Landmark Parkinson's research and other major studies contain obvious data errors that went undetected for years, raising questions about scientific integrity and oversight.
A landmark Parkinson's disease study that claimed the disease originates in the gut rather than the brain contains obvious copy-paste errors in its underlying data, according to new analysis. The paper, which has received over 3000 citations and major media coverage, has had its dataset publicly available on Dryad for more than 8 years without anyone noticing the blatant errors.

The errors were discovered by a software tool designed to detect copy-paste patterns in scientific datasets. The tool was inspired by two high-profile cases of data fabrication that made headlines in recent years - one involving Nobel laureate Thomas Südhof's lab and another by spider ecologist Jonathan Pruitt. Both cases had publicly available datasets with entire blocks of copy-pasted data that seemed trivial to detect.
"I was curious what I could dig up by creating a program that would correctly flag those cases, and then unleash it on all datasets available in open-access repositories," explains the researcher behind the tool.
Case 1: The Parkinson's paper
The study in question, published in Cell in 2016, claimed that clearing out the microbiome of mice genetically predisposed to Parkinson's symptoms made all their symptoms disappear. The senior author Sarkis Mazmanian summarized the findings on the Rich Roll YouTube channel, stating that mice with a normal gut microbiome developed symptoms while those without a microbiome remained healthy.

However, the dataset contains two sets of 5 identical sequential numbers in the "Adhesive removal times" column, shared between different groups of mice. There's also a pair of sequences of 3 identical numbers within the "Pole-descent time" data for germ-free wild-type mice.
"The duplicated rows make up 50% of the SPF samples and 42% of the ExGF samples," the analysis notes. "While the motor function values are not the only data the authors rely on for their conclusions, they're necessary for showing that the gut bacteria actually caused Parkinson's-like symptoms."
The issue was reported in January, but the authors have not responded.
Case 2: The ostrich-snake mixup
A 2022 study in PLOS Genetics investigated how different animals evolved resistance to cardiotonic steroids - toxins that prey species produce to protect themselves against predators like birds and snakes.

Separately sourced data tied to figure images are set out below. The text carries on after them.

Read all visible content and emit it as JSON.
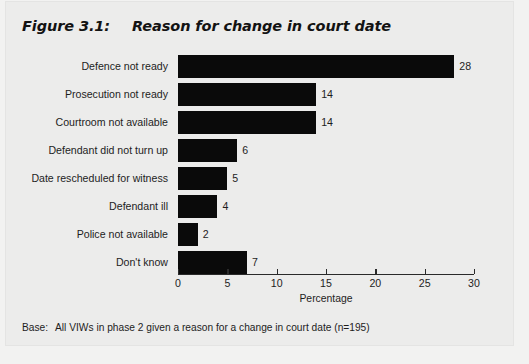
{
  "figure": {
    "number": "Figure 3.1:",
    "title": "Reason for change in court date",
    "footnote_label": "Base:",
    "footnote_text": "All VIWs in phase 2 given a reason for a change in court date (n=195)"
  },
  "colors": {
    "bar": "#0a0a0a",
    "axis": "#2a2a2a",
    "text": "#1d1d1d",
    "background": "#ececeb"
  },
  "chart_data": {
    "type": "bar",
    "orientation": "horizontal",
    "title": "Reason for change in court date",
    "xlabel": "Percentage",
    "ylabel": "",
    "xlim": [
      0,
      30
    ],
    "xticks": [
      0,
      5,
      10,
      15,
      20,
      25,
      30
    ],
    "xtick_labels": [
      "0",
      "5",
      "10",
      "15",
      "20",
      "25",
      "30"
    ],
    "grid": false,
    "legend": false,
    "categories": [
      "Defence not ready",
      "Prosecution not ready",
      "Courtroom not available",
      "Defendant did not turn up",
      "Date rescheduled for witness",
      "Defendant ill",
      "Police not available",
      "Don't know"
    ],
    "values": [
      28,
      14,
      14,
      6,
      5,
      4,
      2,
      7
    ],
    "value_labels": [
      "28",
      "14",
      "14",
      "6",
      "5",
      "4",
      "2",
      "7"
    ]
  }
}
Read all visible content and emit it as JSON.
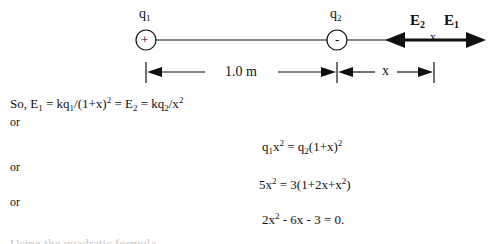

The dataset contains precise duplicates between ostrich/sandgrouse data and snake data, plus near-duplicates that differ by one or two digits but always end with the same digit. For example, 0.538 becomes 0.518, with six such pairs out of eight total non-duplicate pairs.
The lead author Shabnam Mohammadi initially suggested these could be measurement variations from multiple reads of the same plate. However, the pattern where values end with the same digit is statistically unlikely to occur by chance.
"The alternative explanation is that the authors either accidentally or deliberately copy-pasted the ostrich/sandgrouse data on top of the snake data," the analysis suggests. "Then they might have manually tampered with the data to make it better suit their hypothesis or make it look less suspicious."
Case 3: Scrambled fish sizes
A 2017 Nature Communications study on fish personalities used genetically identical fish to examine behavioral differences. The dataset shows three different individual fish all having the exact same sequential size measurements.

Further investigation revealed that every unique fish length value reoccurs exactly four times - matching the number of observations done per individual fish. The authors admitted they accidentally misaligned ID values when joining separate data files, causing all body size values to be shifted and assigned to wrong rows.
The scale of the problem
The software detected 18 serious cases in the first 600 datasets scanned, with 15 posted to PubPeer. Based on this limited sample, around 3% of papers contain these types of errors. However, the true error rate is likely much higher.
"There are myriad other ways of accidentally screwing up your data that this software could never detect," the researcher notes. "And if you want to commit fraud, there are plenty of less lazy ways to do it than to copy-paste values from a different part of the same Excel sheet."

The lack of detection raises questions about scientific oversight. "It might come as a surprise to some that nobody else has cared to check for these errors," the analysis states. "Isn't there some peer review thing that is supposed to prevent stuff like this from making it into the scientific record?"
The conclusion is stark: "There just isn't anybody whose job it is to actively look for it. Journals, universities and funding organizations won't hire anyone to do it because they generally care a lot more about rankings and metrics."
What's next
The project has received a $50,000 grant from Astral Codex Ten, allowing full-time work on scanning through the remaining ~24,000 datasets with Excel files available on Dryad. At the current 3% error rate, that could reveal around 700 more cases.
"It will be interesting to see what other treasures we can dig up there!" the researcher concludes. The findings highlight a critical gap in scientific quality control and raise serious questions about the reliability of published research when basic data errors can go undetected for years.